World Council of Churches Office of Communication
Press Release
150 route de Ferney, P.O. Box 2100, 1211 Geneva 2, Switzerland
E-mail: media

CENTRAL COMMITTEE 1999 No. 6


28 August 1999

PADARE CALLS FOR WILLINGNESS
TO LEARN FROM EACH OTHER
Protestant-Orthodox Dialogue in the WCC


Nearly 75 Central Committee members, staff and journalists attended a padare discussion Friday morning on the dialogue between Orthodox and Protestant members of the World Council of Churches (WCC).

The discussion was one of 10 padares offered on a wide variety of issues Friday between morning and afternoon plenary sessions of the WCC Central Committee. "Padare," a Shona word for meeting place, is a model for discussion and education used at the WCC's Eighth Assembly last December in Harare, Zimbabwe.

The padare was moderated by Bishop Rolf Koppe (Evangelical Church in Germany) and Dr. Gabriel Habib (Christian Orthodox Church of Antioch).

H.G. Archbishop Mor Cyril Aphrem Karim (Syrian Orthodox Patriarchate of Antioch and All the East) cautioned participants about raising too high their hopes for the dialogue. "Some suggest we will end up as one church united and I do not think this is very realistic," he said. "But the difficulty on agreeing on theological and dogmatic points should not stop us from exploring other points."

"On the Orthodox side, we have to accept that we are in a dialogue to learn, not only to teach," Karim said. "We have a tendency to tell others the meaning of this and that rather than to listen. Others have valid points and ways of understanding the issues we are talking about."

Minutes of the Padare on "Towards a Protestant-Orthodox Dialogue within the WCC"


For more information contact:
Karin Achtelstetter, Media Relations Officer
tel.: (+41 22) 791 6153 (office);
e-mail: media
Top of page

1999 press releases

WCC homepage


The World Council of Churches is a fellowship of churches, now 336, in more than 100 countries in all continents from virtually all Christian traditions. The Roman Catholic Church is not a member church but works cooperatively with the WCC. The highest governing body is the assembly, which meets approximately every seven years. The WCC was formally inaugurated in 1948 in Amsterdam, Netherlands. Its staff is headed by general secretary Konrad Raiser from the Evangelical Church in Germany.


(TRY IT): Exactly as they appear, retype the lines from the one containing "This screenshot has" through the final line of the data below. Leave pictures out.

[Stored data]
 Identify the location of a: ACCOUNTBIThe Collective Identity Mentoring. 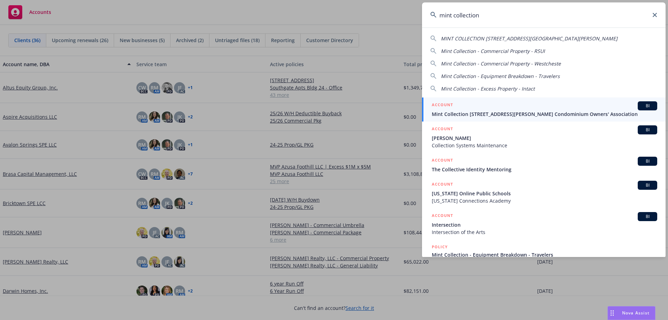
(544, 165).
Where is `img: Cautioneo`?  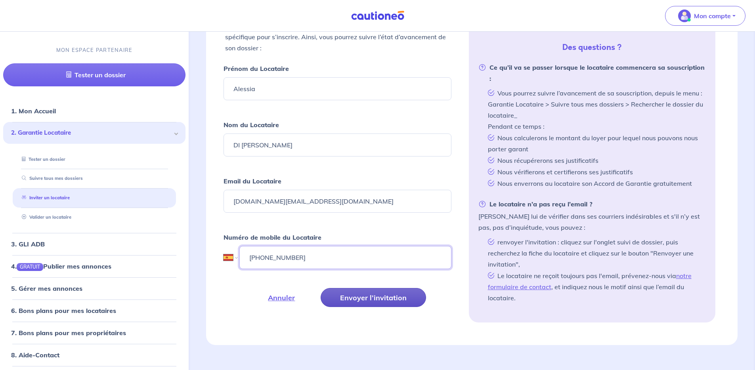 img: Cautioneo is located at coordinates (378, 15).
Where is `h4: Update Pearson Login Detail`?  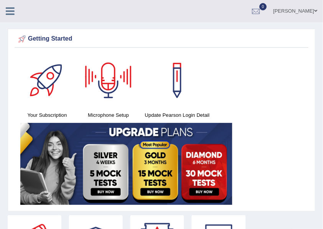
h4: Update Pearson Login Detail is located at coordinates (177, 115).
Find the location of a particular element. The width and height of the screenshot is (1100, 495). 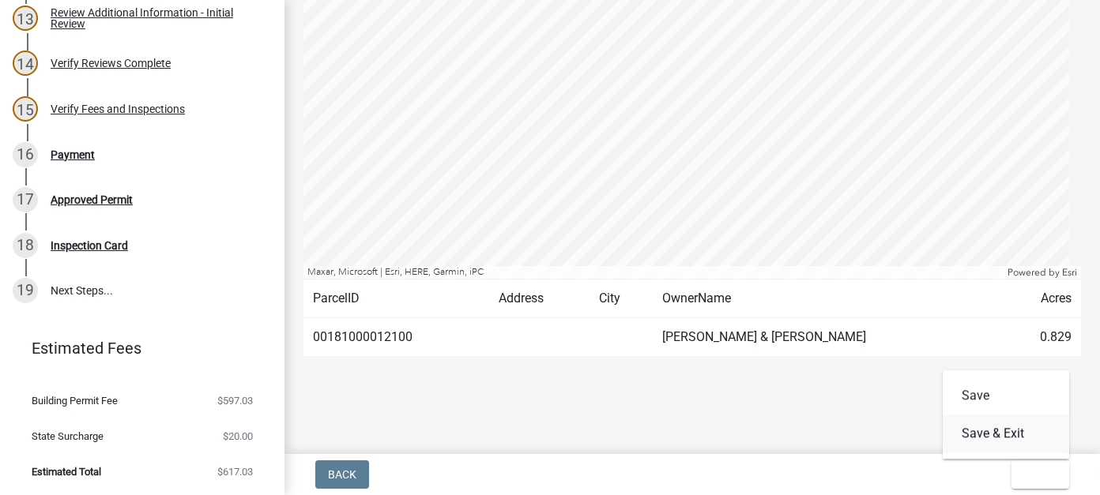

a: Estimated Fees is located at coordinates (136, 348).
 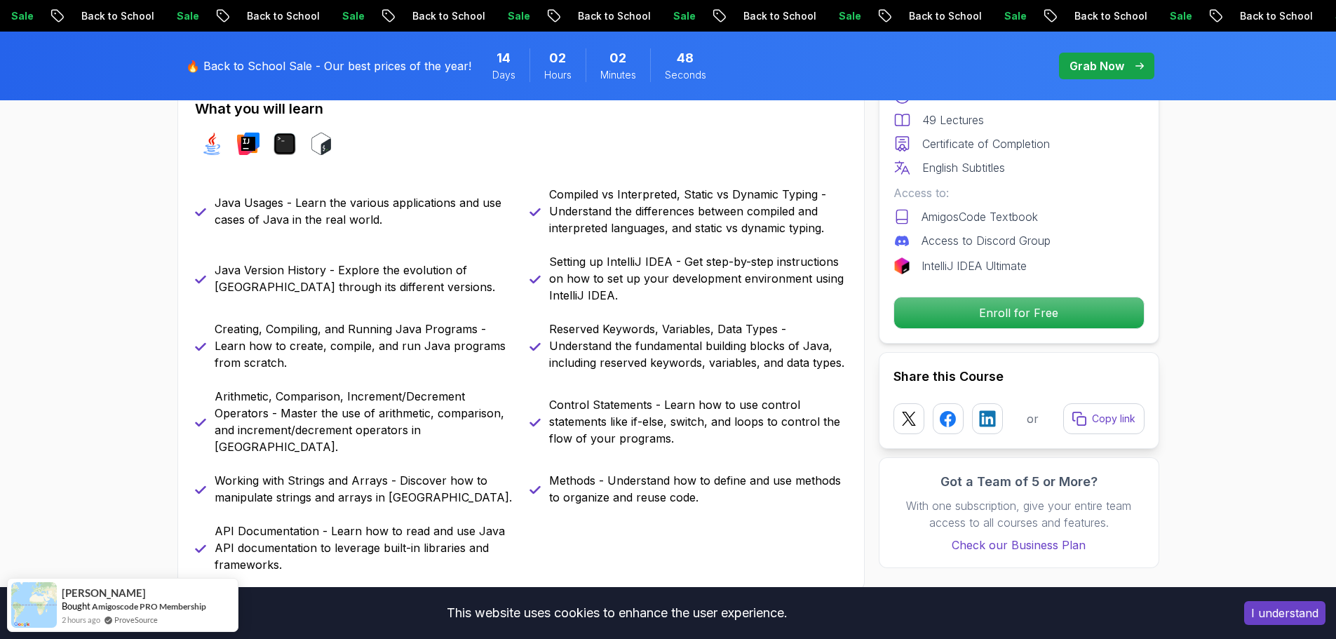 What do you see at coordinates (504, 58) in the screenshot?
I see `span: 14 Days` at bounding box center [504, 58].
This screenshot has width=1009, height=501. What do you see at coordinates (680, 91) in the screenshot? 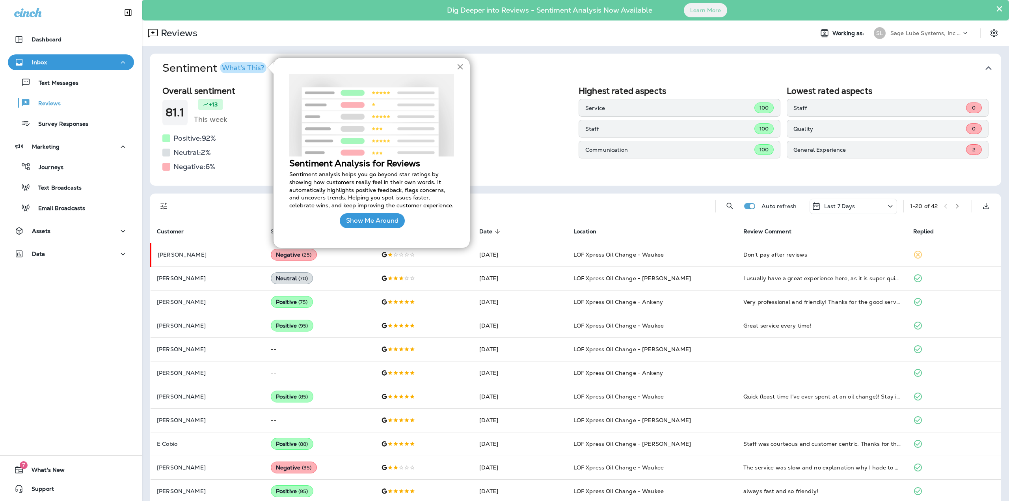
I see `h2: Highest rated aspects` at bounding box center [680, 91].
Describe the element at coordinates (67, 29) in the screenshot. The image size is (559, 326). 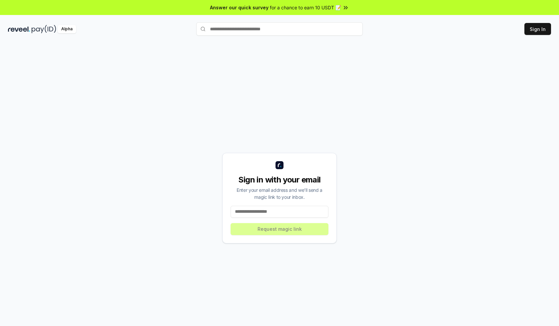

(EXPECTED OUTPUT):
This screenshot has width=1009, height=501. What do you see at coordinates (680, 91) in the screenshot? 
I see `h2: Highest rated aspects` at bounding box center [680, 91].
Describe the element at coordinates (67, 29) in the screenshot. The image size is (559, 326). 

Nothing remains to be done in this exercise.